Population genetic consequences of the Allee effect and the role of offspring-number variation
Abstract
A strong demographic Allee effect in which the expected population growth rate is negative below a certain critical population size can cause high extinction probabilities in small introduced populations. However, many species are repeatedly introduced to the same location and eventually one population may overcome the Allee effect by chance. With the help of stochastic models, we investigate how much genetic diversity such successful populations harbour on average and how this depends on offspring-number variation, an important source of stochastic variability in population size. We find that with increasing variability, the Allee effect increasingly promotes genetic diversity in successful populations. Successful Allee-effect populations with highly variable population dynamics escape rapidly from the region of small population sizes and do not linger around the critical population size. Therefore, they are exposed to relatively little genetic drift. We show that here---unlike in classical population genetics models---the role of offspring-number variation cannot be accounted for by an effective-population-size correction.

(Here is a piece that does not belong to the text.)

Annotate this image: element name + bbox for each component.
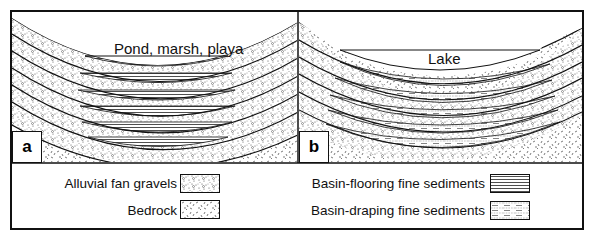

Thus, our results highlight the importance of detailed biological knowledge, in this case on the probability distribution of family sizes, when predicting the evolutionary potential of newly founded populations or when using genetic data to reconstruct their demographic history.
Turn this paper into a lesson
ArcXiv compiles a structured reading guide from this paper's metadata: plain-English importance, contributions, prerequisite concepts, which sections to read first, flashcards, and a quiz. Grounded in the abstract, never invented.